3/16/2021
We Were Warned about a Divided America 50 Years Ago. We Ignored the Signs
Rounduptags: racism, Police, inequality, Kerner Commission, public safety
Elizabeth Hinton is a professor of history, law and African American studies at Yale and the author of the forthcoming America on Fire: The Untold History of Police Violence and Black Rebellion Since the 1960s.
Note: This essay is part of the Washington Post's Reimagine Safety series.
The fires in Minneapolis, Portland, Ore., and elsewhere last summer drew immediate comparison to the “long, hot summer” of 1967. Urban uprisings had erupted during every summer of Lyndon B. Johnson’s presidency, but the unprecedented property damage and civilian casualties in Newark and Detroit that July demanded immediate action. Less than a week after deploying federal troops in Detroit, Johnson established a special National Advisory Commission on Civil Disorders, whose goal was drafting “measures to prevent or contain such disasters in the future.”
Known by the name of its chairman, Illinois Gov. Otto Kerner, the Kerner Commission released its 431-page report in February 1968. It famously observed that the United States was moving toward “two societies, one black, one white — separate and unequal,” and offered policy options to manage the “problems of race relations.”
The remedies began with the “enrichment” of the separated society, then moved toward “the integration choice.” Aiming to achieve “freedom for every citizen to live and work according to his capacities and desires, not his color,” the commission recommended the creation of 2 million jobs for low-income Americans, continued federal intervention to ensure school desegregation, year-round schooling for low-income youths, the construction of hundreds of thousands of public housing units and a guaranteed minimum income.
Unfortunately, Johnson and subsequent federal policymakers did not follow that path. And despite the crisis of urban unrest that inspired the commission’s work, the administration did not even address the basic police reforms it outlined. Instead, policymakers escalated the use of aggressive patrol strategies from the War on Crime that Johnson launched in 1965, eventually fostering the mass criminalization of low-income Americans of color.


▶ Task brief: The pictures get dropped, while every remaining part of the listing is copied exactly.

▶ Dataset records:
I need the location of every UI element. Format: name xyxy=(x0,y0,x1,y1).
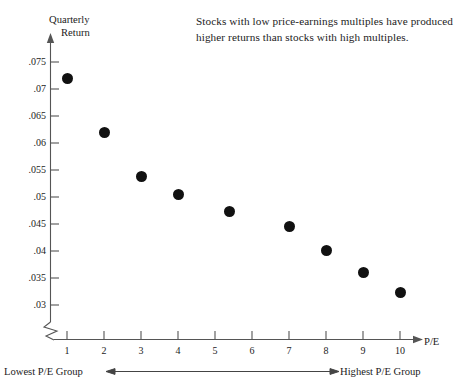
footer-label-lowest: Lowest P/E Group xyxy=(4,366,83,377)
data-point xyxy=(224,206,235,217)
x-tick-label: 3 xyxy=(129,345,153,356)
footer-label-highest: Highest P/E Group xyxy=(340,366,421,377)
x-tick-label: 1 xyxy=(55,345,79,356)
chart-axes xyxy=(0,0,459,392)
y-tick-label: .055 xyxy=(12,164,46,175)
data-point xyxy=(62,73,73,84)
x-tick-label: 2 xyxy=(92,345,116,356)
footer-range-arrow-icon xyxy=(106,369,339,375)
y-axis-arrow-icon xyxy=(47,33,54,43)
x-tick-label: 6 xyxy=(240,345,264,356)
y-tick-label: .07 xyxy=(12,83,46,94)
x-tick-label: 8 xyxy=(314,345,338,356)
x-tick-label: 5 xyxy=(203,345,227,356)
data-point xyxy=(321,245,332,256)
x-axis-arrow-icon xyxy=(413,336,423,343)
x-tick-label: 4 xyxy=(166,345,190,356)
y-tick-label: .05 xyxy=(12,191,46,202)
data-point xyxy=(358,267,369,278)
x-tick-label: 7 xyxy=(277,345,301,356)
y-tick-label: .06 xyxy=(12,137,46,148)
data-point xyxy=(136,171,147,182)
axis-break-icon xyxy=(44,322,57,340)
data-point xyxy=(284,221,295,232)
y-tick-label: .045 xyxy=(12,218,46,229)
data-point xyxy=(395,287,406,298)
x-axis-ticks xyxy=(67,331,400,340)
x-tick-label: 10 xyxy=(388,345,412,356)
y-axis-ticks xyxy=(51,62,60,305)
data-point xyxy=(173,189,184,200)
data-point xyxy=(99,127,110,138)
scatter-chart: Stocks with low price-earnings multiples… xyxy=(0,0,459,392)
x-tick-label: 9 xyxy=(351,345,375,356)
y-tick-label: .04 xyxy=(12,245,46,256)
y-tick-label: .065 xyxy=(12,110,46,121)
y-tick-label: .035 xyxy=(12,272,46,283)
y-tick-label: .03 xyxy=(12,299,46,310)
y-tick-label: .075 xyxy=(12,56,46,67)
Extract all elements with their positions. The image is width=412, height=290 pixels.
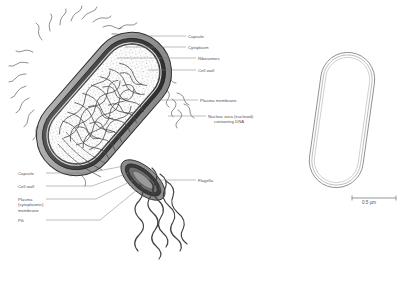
outline-cell bbox=[306, 49, 378, 191]
label-ribosomes: Ribosomes bbox=[198, 56, 220, 61]
label-capsule-left: Capsule bbox=[18, 171, 34, 176]
label-pili: Pili bbox=[18, 218, 24, 223]
label-cytoplasm: Cytoplasm bbox=[188, 45, 208, 50]
label-cell-wall-left: Cell wall bbox=[18, 184, 34, 189]
label-plasma-membrane: Plasma membrane bbox=[200, 98, 236, 103]
bacterial-cell-diagram bbox=[0, 0, 412, 290]
scale-bar-label: 0.5 µm bbox=[362, 200, 376, 205]
label-plasma-membrane-line3: membrane bbox=[18, 208, 39, 213]
label-nucleoid-line2: containing DNA bbox=[214, 119, 244, 124]
label-plasma-membrane-line1: Plasma bbox=[18, 197, 32, 202]
label-capsule-right: Capsule bbox=[188, 34, 204, 39]
label-plasma-membrane-line2: (cytoplasmic) bbox=[18, 202, 44, 207]
label-cell-wall-right: Cell wall bbox=[198, 68, 214, 73]
label-flagella: Flagella bbox=[198, 178, 213, 183]
capsule-layer bbox=[20, 16, 188, 192]
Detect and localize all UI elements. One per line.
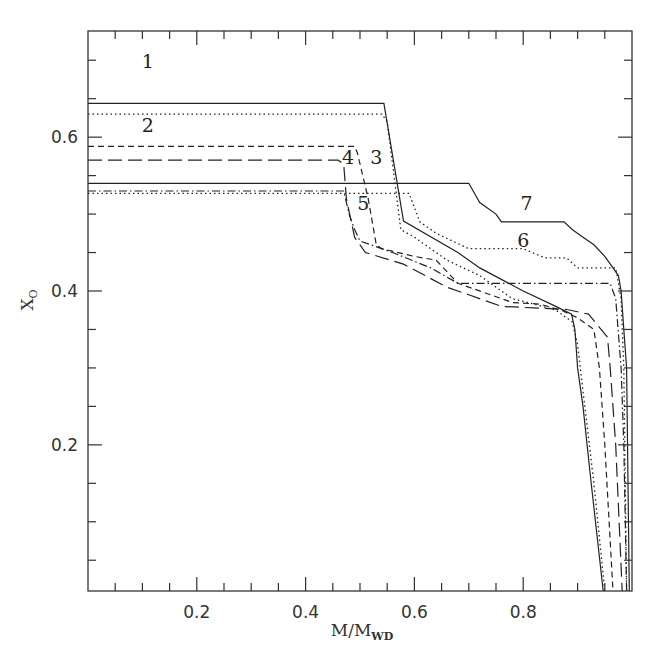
x-tick-label: 0.6 <box>401 602 428 622</box>
curve-5 <box>88 191 627 591</box>
x-tick-label: 0.4 <box>292 602 319 622</box>
curve-label-2: 2 <box>142 114 154 136</box>
y-axis-label: XO <box>17 289 40 310</box>
curve-label-3: 3 <box>370 146 382 168</box>
curve-6 <box>88 193 627 591</box>
curve-7 <box>88 183 629 591</box>
x-axis-label: M/MWD <box>331 620 394 643</box>
tick-labels: 0.20.40.60.80.20.40.6 <box>51 127 537 622</box>
y-axis-label-main: X <box>17 298 37 311</box>
curve-label-6: 6 <box>517 229 529 251</box>
x-axis-label-main: M/M <box>331 620 372 640</box>
curve-labels: 1234567 <box>142 50 533 251</box>
curve-4 <box>88 160 622 591</box>
y-tick-label: 0.6 <box>51 127 78 147</box>
curve-label-1: 1 <box>142 50 154 72</box>
y-axis-label-sub: O <box>27 289 40 298</box>
curve-label-5: 5 <box>357 192 369 214</box>
chart: 0.20.40.60.80.20.40.6 1234567 M/MWD XO <box>0 0 656 671</box>
curve-label-7: 7 <box>520 192 532 214</box>
x-tick-label: 0.8 <box>510 602 537 622</box>
curve-label-4: 4 <box>342 146 354 168</box>
data-series <box>88 103 629 591</box>
curve-3 <box>88 146 613 591</box>
curve-2 <box>88 114 605 591</box>
x-tick-label: 0.2 <box>183 602 210 622</box>
axis-ticks <box>88 31 632 591</box>
y-tick-label: 0.4 <box>51 281 78 301</box>
plot-frame <box>88 31 632 591</box>
y-tick-label: 0.2 <box>51 435 78 455</box>
x-axis-label-sub: WD <box>370 630 393 643</box>
curve-1 <box>88 103 603 591</box>
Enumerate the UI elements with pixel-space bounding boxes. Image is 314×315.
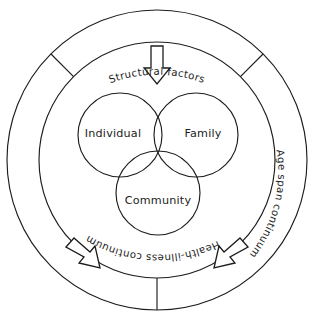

▶ Reply to the exercise:
I need the location of every UI element. Format: name xyxy=(x0,y0,x1,y1).
footer-label-lowest: Lowest P/E Group xyxy=(4,366,83,377)
data-point xyxy=(224,206,235,217)
x-tick-label: 3 xyxy=(129,345,153,356)
footer-label-highest: Highest P/E Group xyxy=(340,366,421,377)
x-tick-label: 1 xyxy=(55,345,79,356)
chart-axes xyxy=(0,0,459,392)
y-tick-label: .055 xyxy=(12,164,46,175)
data-point xyxy=(62,73,73,84)
x-tick-label: 2 xyxy=(92,345,116,356)
footer-range-arrow-icon xyxy=(106,369,339,375)
y-axis-arrow-icon xyxy=(47,33,54,43)
x-tick-label: 6 xyxy=(240,345,264,356)
y-tick-label: .07 xyxy=(12,83,46,94)
x-tick-label: 8 xyxy=(314,345,338,356)
x-tick-label: 5 xyxy=(203,345,227,356)
data-point xyxy=(321,245,332,256)
x-axis-arrow-icon xyxy=(413,336,423,343)
x-tick-label: 4 xyxy=(166,345,190,356)
y-tick-label: .05 xyxy=(12,191,46,202)
data-point xyxy=(358,267,369,278)
x-tick-label: 7 xyxy=(277,345,301,356)
y-tick-label: .06 xyxy=(12,137,46,148)
data-point xyxy=(136,171,147,182)
axis-break-icon xyxy=(44,322,57,340)
data-point xyxy=(284,221,295,232)
y-tick-label: .045 xyxy=(12,218,46,229)
data-point xyxy=(395,287,406,298)
x-axis-ticks xyxy=(67,331,400,340)
x-tick-label: 10 xyxy=(388,345,412,356)
y-axis-ticks xyxy=(51,62,60,305)
data-point xyxy=(173,189,184,200)
data-point xyxy=(99,127,110,138)
scatter-chart: Stocks with low price-earnings multiples… xyxy=(0,0,459,392)
x-tick-label: 9 xyxy=(351,345,375,356)
y-tick-label: .04 xyxy=(12,245,46,256)
y-tick-label: .065 xyxy=(12,110,46,121)
y-tick-label: .035 xyxy=(12,272,46,283)
y-tick-label: .03 xyxy=(12,299,46,310)
y-tick-label: .075 xyxy=(12,56,46,67)
Extract all elements with their positions. The image is width=412, height=290 pixels.
outline-cell bbox=[306, 49, 378, 191]
label-ribosomes: Ribosomes bbox=[198, 56, 220, 61]
label-capsule-left: Capsule bbox=[18, 171, 34, 176]
label-pili: Pili bbox=[18, 218, 24, 223]
label-cytoplasm: Cytoplasm bbox=[188, 45, 208, 50]
label-cell-wall-left: Cell wall bbox=[18, 184, 34, 189]
label-plasma-membrane: Plasma membrane bbox=[200, 98, 236, 103]
bacterial-cell-diagram bbox=[0, 0, 412, 290]
scale-bar-label: 0.5 µm bbox=[362, 200, 376, 205]
label-plasma-membrane-line3: membrane bbox=[18, 208, 39, 213]
label-nucleoid-line2: containing DNA bbox=[214, 119, 244, 124]
label-plasma-membrane-line1: Plasma bbox=[18, 197, 32, 202]
label-capsule-right: Capsule bbox=[188, 34, 204, 39]
label-plasma-membrane-line2: (cytoplasmic) bbox=[18, 202, 44, 207]
label-cell-wall-right: Cell wall bbox=[198, 68, 214, 73]
label-flagella: Flagella bbox=[198, 178, 213, 183]
capsule-layer bbox=[20, 16, 188, 192]
Detect and localize all UI elements. One per line.
x-tick-label: 0.6 <box>401 602 428 622</box>
curve-5 <box>88 191 627 591</box>
x-tick-label: 0.4 <box>292 602 319 622</box>
curve-label-2: 2 <box>142 114 154 136</box>
y-axis-label: XO <box>17 289 40 310</box>
curve-label-3: 3 <box>370 146 382 168</box>
curve-6 <box>88 193 627 591</box>
curve-7 <box>88 183 629 591</box>
x-axis-label: M/MWD <box>331 620 394 643</box>
tick-labels: 0.20.40.60.80.20.40.6 <box>51 127 537 622</box>
y-axis-label-main: X <box>17 298 37 311</box>
curve-label-6: 6 <box>517 229 529 251</box>
x-axis-label-main: M/M <box>331 620 372 640</box>
curve-labels: 1234567 <box>142 50 533 251</box>
curve-4 <box>88 160 622 591</box>
y-tick-label: 0.6 <box>51 127 78 147</box>
curve-label-1: 1 <box>142 50 154 72</box>
y-axis-label-sub: O <box>27 289 40 298</box>
curve-label-5: 5 <box>357 192 369 214</box>
chart: 0.20.40.60.80.20.40.6 1234567 M/MWD XO <box>0 0 656 671</box>
curve-label-7: 7 <box>520 192 532 214</box>
x-tick-label: 0.8 <box>510 602 537 622</box>
curve-label-4: 4 <box>342 146 354 168</box>
data-series <box>88 103 629 591</box>
curve-3 <box>88 146 613 591</box>
curve-2 <box>88 114 605 591</box>
x-tick-label: 0.2 <box>183 602 210 622</box>
axis-ticks <box>88 31 632 591</box>
y-tick-label: 0.4 <box>51 281 78 301</box>
plot-frame <box>88 31 632 591</box>
y-tick-label: 0.2 <box>51 435 78 455</box>
x-axis-label-sub: WD <box>370 630 393 643</box>
curve-1 <box>88 103 603 591</box>
Enumerate the UI elements with pixel-space bounding boxes. Image is 314×315.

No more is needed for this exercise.